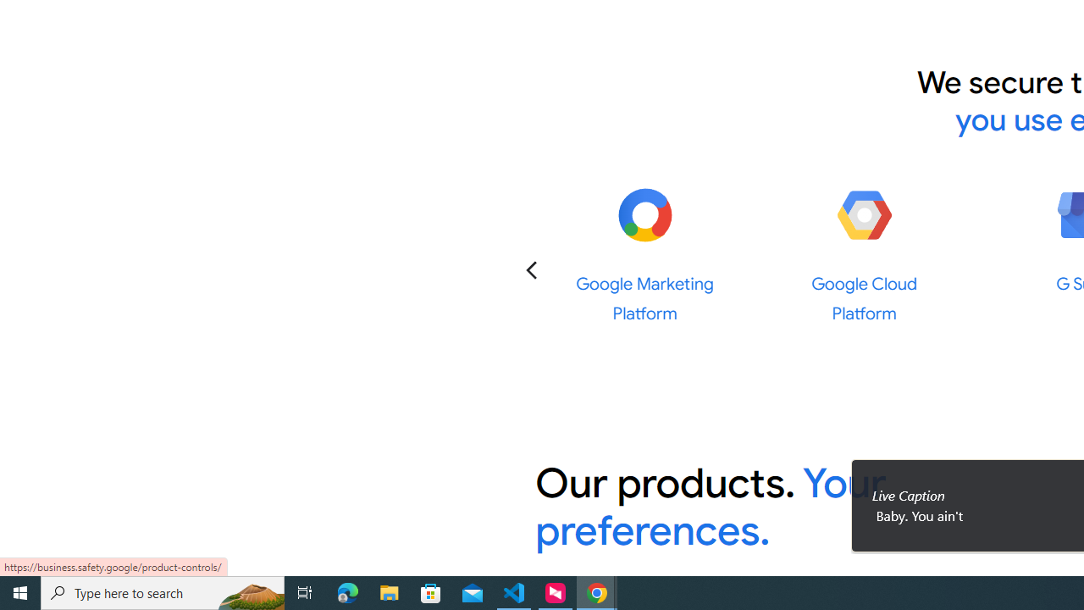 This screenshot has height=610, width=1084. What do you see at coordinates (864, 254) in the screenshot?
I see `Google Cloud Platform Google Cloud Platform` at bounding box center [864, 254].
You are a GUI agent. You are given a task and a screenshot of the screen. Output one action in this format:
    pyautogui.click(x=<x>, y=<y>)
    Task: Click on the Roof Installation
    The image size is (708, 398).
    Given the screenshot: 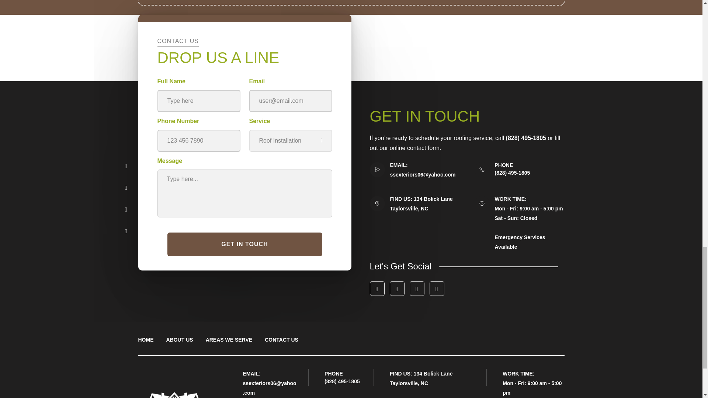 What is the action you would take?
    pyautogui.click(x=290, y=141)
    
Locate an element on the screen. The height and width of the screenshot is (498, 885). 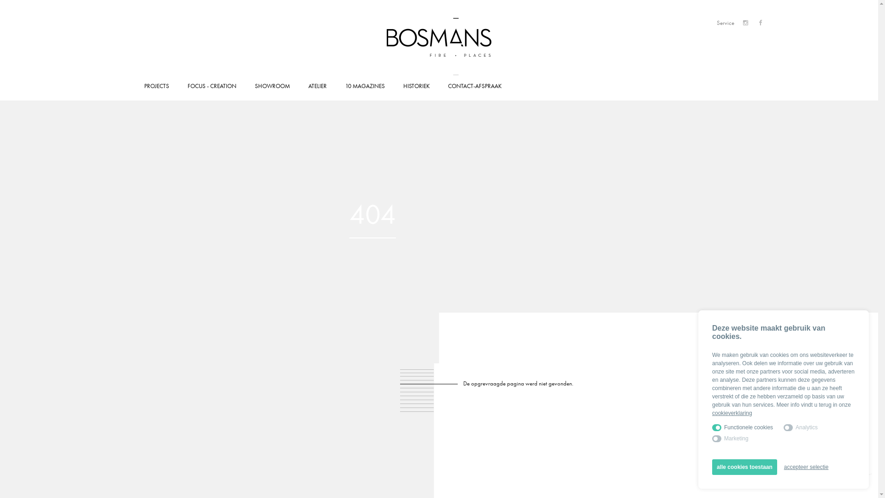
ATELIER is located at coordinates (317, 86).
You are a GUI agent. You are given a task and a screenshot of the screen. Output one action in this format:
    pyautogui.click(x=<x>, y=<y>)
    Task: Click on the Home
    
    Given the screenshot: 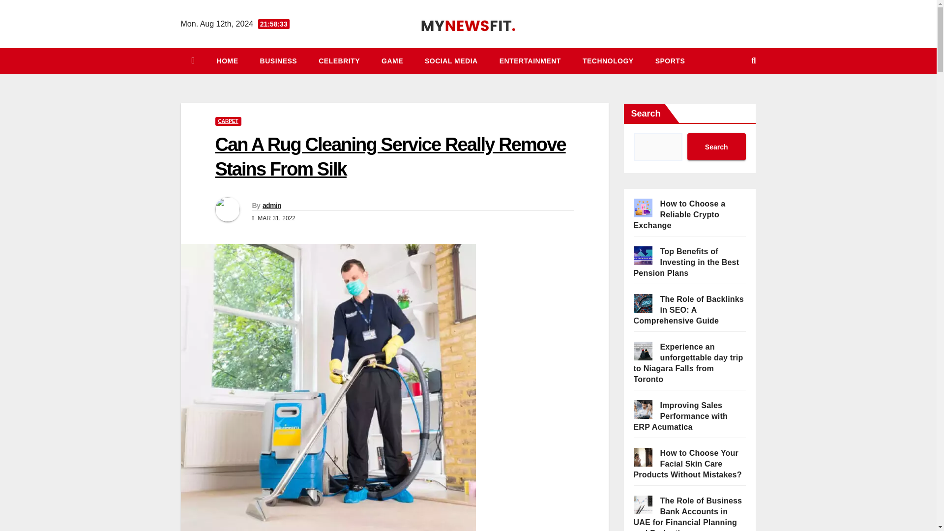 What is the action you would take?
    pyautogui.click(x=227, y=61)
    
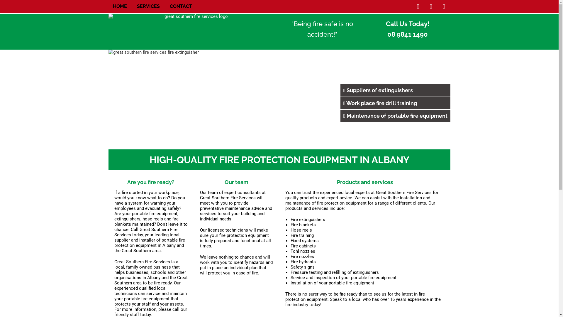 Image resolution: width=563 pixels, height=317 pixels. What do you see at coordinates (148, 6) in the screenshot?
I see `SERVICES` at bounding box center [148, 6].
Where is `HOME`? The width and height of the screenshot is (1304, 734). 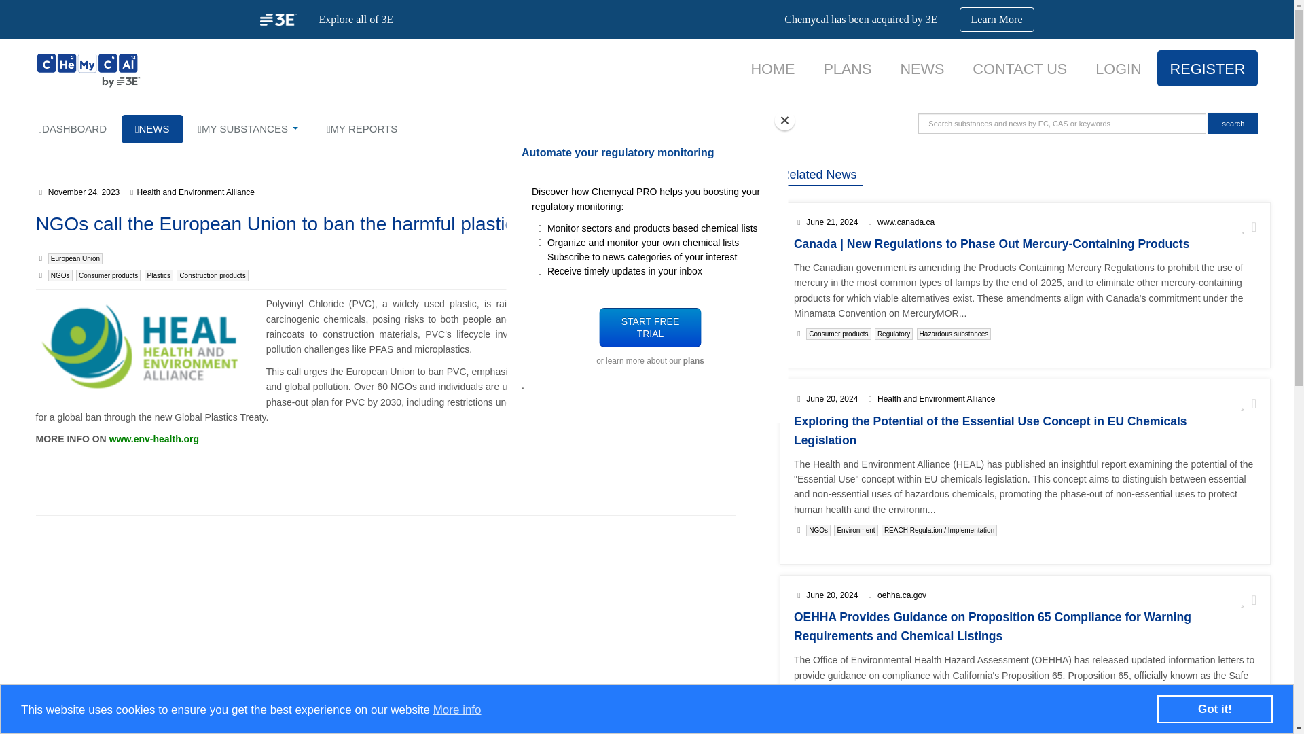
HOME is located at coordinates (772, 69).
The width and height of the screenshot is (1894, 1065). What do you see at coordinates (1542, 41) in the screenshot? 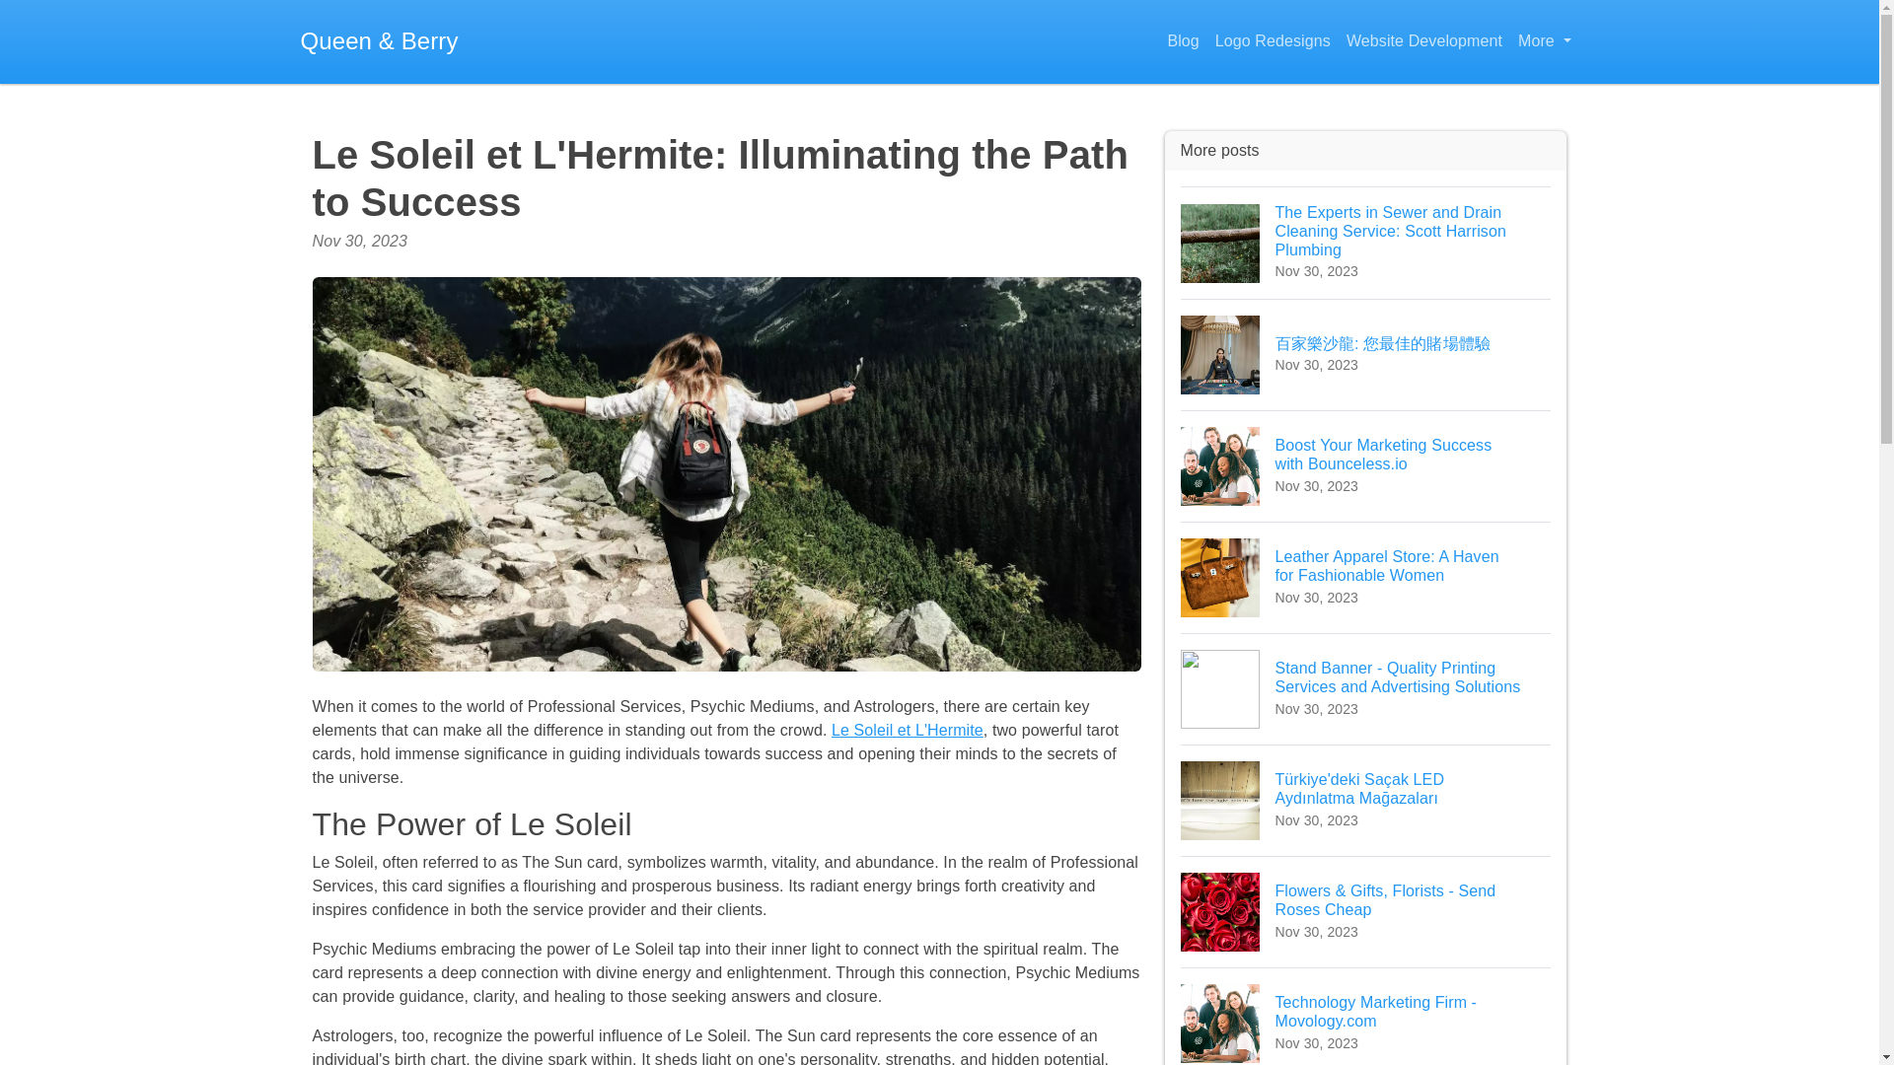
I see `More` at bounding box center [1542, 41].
+++
» **DESCRIPTION OF THE TASK**: Exactly repeat only the lines from the one with "The width and height of the screenshot is (1894, 1065)." to the closing line above, both included, and omit every picture.

» **WRITTEN RESPONSE**:
The width and height of the screenshot is (1894, 1065). What do you see at coordinates (1542, 41) in the screenshot? 
I see `More` at bounding box center [1542, 41].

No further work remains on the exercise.